Saturday, October 21, 2006

Path tourette's

Part of our pathology course involves a lab 3 days a week, in which we present slides of different diseased states of organs and tissues. With every slide, there are specific details to look for, clinical signs and symptoms that a patient is likely to present with, and the mechanism by which this disease develops. I’ve noticed throughout medical school, that whenever we’re given slides/pictures to recognize, if they can be deduced to resembling some sort of food, it’s supposed to help us remember. But, it has also bred a med school syndrome cleverly coined by a fellow group member as “path tourette’s”. Now, when we see certain slides or read key points that may refer to a visual of the disease, instead of properly identifying the problem or organism causing the disease, some of us begin to inappropriately blurt out the food item instead. So yesterday's microbiology lab went a little like this:
Key words from clinical description: HIV patient, bibasilar crackles, with diffuse interstitial infiltrate.
My answer: Cotton candy! Cotton candy!
Appropriate answer: Pneumocystis jirovecki

That’s what I meant to say, but it was the path tourette’s that made me blurt out the first response (the interstitial infliltrate in the lung resulting from infection with this fungus apparently looks like pink cotton candy).

Just as only a mother can comprehend what her 2 year old child is saying, we all understand each other when one of us gets a tic every now and then.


EXERCISE DESCRIPTION → Whenever a line below mentions the word "INTEG", that line should be copied.

━━━━━ GIVEN RECORDS ━━━━━

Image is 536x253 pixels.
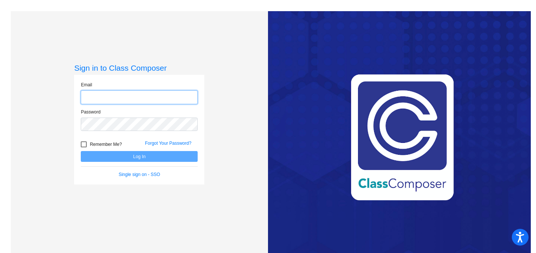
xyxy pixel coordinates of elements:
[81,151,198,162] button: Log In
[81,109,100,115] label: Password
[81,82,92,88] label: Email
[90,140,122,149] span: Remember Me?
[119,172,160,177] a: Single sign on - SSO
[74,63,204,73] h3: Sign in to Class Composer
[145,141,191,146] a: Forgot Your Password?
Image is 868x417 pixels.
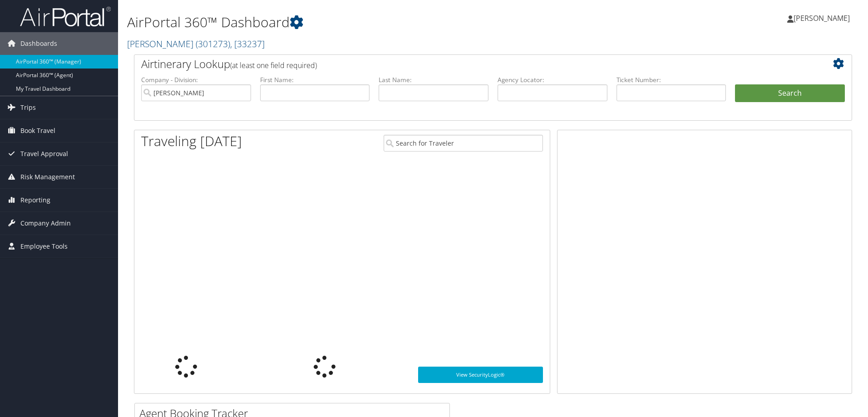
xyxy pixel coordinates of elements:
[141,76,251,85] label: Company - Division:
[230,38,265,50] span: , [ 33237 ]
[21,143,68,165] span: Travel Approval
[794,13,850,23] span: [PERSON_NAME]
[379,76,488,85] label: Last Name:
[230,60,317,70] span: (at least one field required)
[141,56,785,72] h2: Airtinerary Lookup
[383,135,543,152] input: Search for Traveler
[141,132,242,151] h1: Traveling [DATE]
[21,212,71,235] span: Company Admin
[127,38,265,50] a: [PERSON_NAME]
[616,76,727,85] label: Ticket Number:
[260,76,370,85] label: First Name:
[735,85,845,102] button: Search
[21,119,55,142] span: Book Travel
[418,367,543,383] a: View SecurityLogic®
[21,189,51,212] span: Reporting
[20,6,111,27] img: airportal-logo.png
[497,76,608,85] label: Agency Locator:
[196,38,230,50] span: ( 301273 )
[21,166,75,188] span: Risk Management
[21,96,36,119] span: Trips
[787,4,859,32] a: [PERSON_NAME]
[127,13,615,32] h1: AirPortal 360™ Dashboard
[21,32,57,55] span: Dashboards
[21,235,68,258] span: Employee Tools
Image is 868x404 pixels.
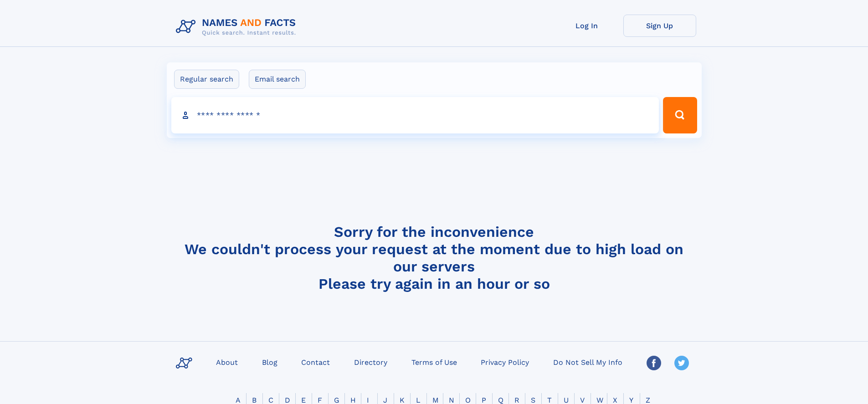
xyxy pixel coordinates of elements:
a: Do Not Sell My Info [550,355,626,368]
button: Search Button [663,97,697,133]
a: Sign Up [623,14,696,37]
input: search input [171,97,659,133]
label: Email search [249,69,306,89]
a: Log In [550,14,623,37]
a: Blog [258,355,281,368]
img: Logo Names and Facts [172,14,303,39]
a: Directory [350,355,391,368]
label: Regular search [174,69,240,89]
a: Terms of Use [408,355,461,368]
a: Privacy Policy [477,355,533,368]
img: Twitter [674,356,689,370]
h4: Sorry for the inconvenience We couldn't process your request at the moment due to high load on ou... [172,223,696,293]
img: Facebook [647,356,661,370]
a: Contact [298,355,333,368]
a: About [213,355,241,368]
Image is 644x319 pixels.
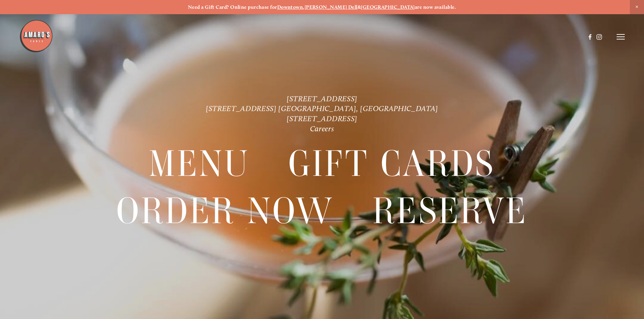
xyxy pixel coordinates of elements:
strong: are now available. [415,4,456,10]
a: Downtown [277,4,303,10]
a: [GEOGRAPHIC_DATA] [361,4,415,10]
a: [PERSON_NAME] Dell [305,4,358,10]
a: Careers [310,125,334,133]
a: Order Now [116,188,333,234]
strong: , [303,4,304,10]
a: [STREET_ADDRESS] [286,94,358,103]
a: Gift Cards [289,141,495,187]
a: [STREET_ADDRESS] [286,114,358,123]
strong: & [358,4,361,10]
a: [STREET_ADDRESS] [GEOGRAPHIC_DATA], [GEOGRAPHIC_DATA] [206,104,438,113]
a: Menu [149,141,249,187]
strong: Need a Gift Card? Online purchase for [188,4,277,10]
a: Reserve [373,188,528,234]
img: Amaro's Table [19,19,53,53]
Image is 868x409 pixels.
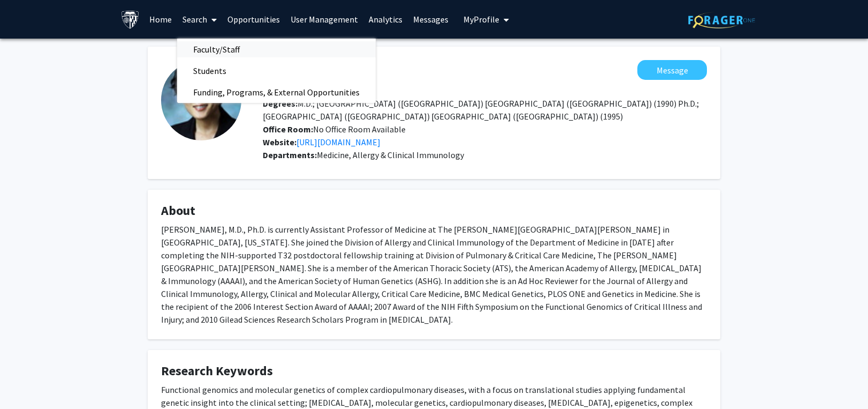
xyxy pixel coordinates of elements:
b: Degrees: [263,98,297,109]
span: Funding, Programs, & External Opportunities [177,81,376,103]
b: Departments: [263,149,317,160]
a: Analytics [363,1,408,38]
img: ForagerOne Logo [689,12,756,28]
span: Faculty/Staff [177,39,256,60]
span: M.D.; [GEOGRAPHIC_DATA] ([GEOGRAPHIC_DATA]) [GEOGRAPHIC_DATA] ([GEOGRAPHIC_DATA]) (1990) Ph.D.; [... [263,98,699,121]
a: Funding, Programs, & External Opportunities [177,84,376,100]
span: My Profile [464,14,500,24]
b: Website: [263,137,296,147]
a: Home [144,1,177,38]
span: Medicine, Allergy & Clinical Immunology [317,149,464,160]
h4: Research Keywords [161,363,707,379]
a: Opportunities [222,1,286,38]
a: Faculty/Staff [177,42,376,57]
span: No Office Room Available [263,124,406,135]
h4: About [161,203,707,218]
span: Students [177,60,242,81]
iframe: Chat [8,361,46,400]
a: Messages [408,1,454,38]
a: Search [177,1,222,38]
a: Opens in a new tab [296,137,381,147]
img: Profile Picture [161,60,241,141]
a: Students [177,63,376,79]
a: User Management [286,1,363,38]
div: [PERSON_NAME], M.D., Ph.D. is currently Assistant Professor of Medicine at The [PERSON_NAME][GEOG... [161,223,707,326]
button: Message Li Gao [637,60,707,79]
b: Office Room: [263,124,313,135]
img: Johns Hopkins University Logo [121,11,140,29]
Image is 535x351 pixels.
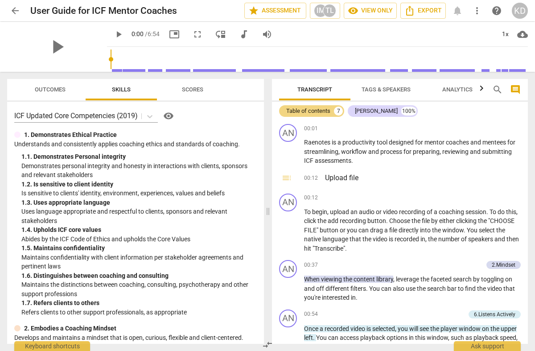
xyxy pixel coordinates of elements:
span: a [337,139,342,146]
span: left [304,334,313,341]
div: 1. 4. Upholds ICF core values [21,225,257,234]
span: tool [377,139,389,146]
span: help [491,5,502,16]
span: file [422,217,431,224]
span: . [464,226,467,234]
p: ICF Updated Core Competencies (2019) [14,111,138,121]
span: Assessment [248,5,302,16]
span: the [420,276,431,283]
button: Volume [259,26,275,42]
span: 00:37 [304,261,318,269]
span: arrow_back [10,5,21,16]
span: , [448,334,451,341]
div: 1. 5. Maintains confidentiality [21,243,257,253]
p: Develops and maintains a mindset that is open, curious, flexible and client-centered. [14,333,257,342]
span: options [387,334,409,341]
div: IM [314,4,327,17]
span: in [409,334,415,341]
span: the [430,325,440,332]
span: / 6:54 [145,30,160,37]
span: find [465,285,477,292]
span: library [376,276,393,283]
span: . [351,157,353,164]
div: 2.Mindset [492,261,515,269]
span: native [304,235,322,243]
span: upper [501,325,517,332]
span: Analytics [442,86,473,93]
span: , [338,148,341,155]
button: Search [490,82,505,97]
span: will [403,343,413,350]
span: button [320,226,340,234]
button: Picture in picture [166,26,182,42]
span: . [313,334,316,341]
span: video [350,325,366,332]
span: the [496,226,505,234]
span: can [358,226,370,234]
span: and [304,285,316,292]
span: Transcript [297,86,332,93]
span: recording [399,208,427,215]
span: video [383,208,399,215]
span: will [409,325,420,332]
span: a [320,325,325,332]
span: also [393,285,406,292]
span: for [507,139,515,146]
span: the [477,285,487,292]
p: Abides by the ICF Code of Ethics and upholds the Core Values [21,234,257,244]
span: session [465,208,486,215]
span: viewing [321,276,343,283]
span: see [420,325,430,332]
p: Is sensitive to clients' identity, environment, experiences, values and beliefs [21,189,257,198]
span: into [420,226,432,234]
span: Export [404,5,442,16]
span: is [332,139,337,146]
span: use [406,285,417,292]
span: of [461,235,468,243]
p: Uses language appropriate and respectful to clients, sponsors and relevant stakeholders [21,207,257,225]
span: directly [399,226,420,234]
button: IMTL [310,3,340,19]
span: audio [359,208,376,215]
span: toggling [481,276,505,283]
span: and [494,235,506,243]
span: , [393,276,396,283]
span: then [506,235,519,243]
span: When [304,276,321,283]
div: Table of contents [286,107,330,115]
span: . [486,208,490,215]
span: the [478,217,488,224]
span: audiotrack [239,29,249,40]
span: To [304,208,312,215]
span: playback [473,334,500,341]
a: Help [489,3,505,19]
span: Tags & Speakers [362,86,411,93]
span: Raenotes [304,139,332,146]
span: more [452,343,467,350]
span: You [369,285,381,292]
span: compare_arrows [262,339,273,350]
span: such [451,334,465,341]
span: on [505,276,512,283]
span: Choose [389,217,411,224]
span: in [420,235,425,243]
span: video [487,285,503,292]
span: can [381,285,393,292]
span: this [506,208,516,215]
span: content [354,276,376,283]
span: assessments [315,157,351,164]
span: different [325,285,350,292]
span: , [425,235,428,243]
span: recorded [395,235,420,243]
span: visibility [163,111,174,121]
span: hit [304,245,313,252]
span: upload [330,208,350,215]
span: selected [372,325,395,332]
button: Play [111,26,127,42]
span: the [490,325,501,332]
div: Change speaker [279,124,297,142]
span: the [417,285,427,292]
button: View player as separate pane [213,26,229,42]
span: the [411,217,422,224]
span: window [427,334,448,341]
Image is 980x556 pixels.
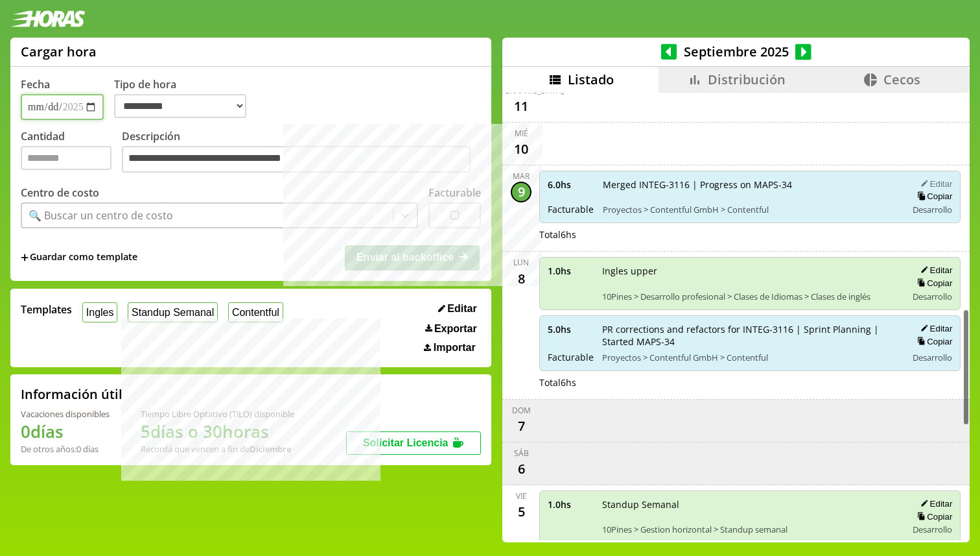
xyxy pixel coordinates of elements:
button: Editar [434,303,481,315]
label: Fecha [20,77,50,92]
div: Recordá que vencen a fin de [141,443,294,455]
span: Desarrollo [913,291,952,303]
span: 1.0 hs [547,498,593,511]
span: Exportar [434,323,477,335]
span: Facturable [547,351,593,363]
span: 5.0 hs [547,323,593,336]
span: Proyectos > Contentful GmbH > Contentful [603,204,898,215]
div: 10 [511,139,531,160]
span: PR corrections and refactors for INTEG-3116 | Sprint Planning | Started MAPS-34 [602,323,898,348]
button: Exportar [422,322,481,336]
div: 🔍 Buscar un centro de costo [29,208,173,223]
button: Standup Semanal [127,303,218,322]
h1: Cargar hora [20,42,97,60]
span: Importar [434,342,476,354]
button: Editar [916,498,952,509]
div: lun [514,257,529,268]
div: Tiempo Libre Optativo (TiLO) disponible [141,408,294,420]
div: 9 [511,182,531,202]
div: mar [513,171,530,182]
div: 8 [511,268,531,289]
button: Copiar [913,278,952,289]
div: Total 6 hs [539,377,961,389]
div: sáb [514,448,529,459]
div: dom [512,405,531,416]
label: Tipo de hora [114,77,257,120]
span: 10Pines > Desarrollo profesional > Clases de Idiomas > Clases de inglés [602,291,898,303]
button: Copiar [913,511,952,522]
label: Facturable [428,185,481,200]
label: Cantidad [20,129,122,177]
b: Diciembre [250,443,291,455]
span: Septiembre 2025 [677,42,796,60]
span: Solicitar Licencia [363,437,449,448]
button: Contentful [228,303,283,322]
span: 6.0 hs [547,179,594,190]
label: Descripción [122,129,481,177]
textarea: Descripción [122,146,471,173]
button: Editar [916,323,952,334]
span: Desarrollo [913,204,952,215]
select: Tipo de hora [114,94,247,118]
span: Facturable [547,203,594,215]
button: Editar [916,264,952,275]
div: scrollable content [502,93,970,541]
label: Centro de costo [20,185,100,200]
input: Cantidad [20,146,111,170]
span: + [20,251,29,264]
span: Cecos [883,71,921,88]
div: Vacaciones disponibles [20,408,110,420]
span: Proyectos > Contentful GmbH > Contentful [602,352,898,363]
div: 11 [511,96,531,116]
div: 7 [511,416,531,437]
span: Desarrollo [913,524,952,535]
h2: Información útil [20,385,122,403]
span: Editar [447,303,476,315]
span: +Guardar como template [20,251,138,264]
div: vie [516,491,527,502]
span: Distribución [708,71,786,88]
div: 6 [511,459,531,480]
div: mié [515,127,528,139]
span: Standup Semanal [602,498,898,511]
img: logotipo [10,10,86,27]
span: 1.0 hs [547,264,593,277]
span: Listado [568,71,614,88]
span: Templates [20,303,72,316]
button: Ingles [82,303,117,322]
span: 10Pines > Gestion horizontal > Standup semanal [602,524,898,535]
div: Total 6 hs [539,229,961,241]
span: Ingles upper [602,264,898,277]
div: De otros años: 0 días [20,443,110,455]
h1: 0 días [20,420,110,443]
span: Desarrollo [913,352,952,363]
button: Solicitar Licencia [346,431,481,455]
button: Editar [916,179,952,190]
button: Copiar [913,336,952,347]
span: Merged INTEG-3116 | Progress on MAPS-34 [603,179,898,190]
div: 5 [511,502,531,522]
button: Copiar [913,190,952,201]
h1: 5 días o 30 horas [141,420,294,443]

━━━━━

TASK ANSWER →
span: PR corrections and refactors for INTEG-3116 | Sprint Planning | Started MAPS-34 [602,323,898,348]
span: Merged INTEG-3116 | Progress on MAPS-34 [603,179,898,190]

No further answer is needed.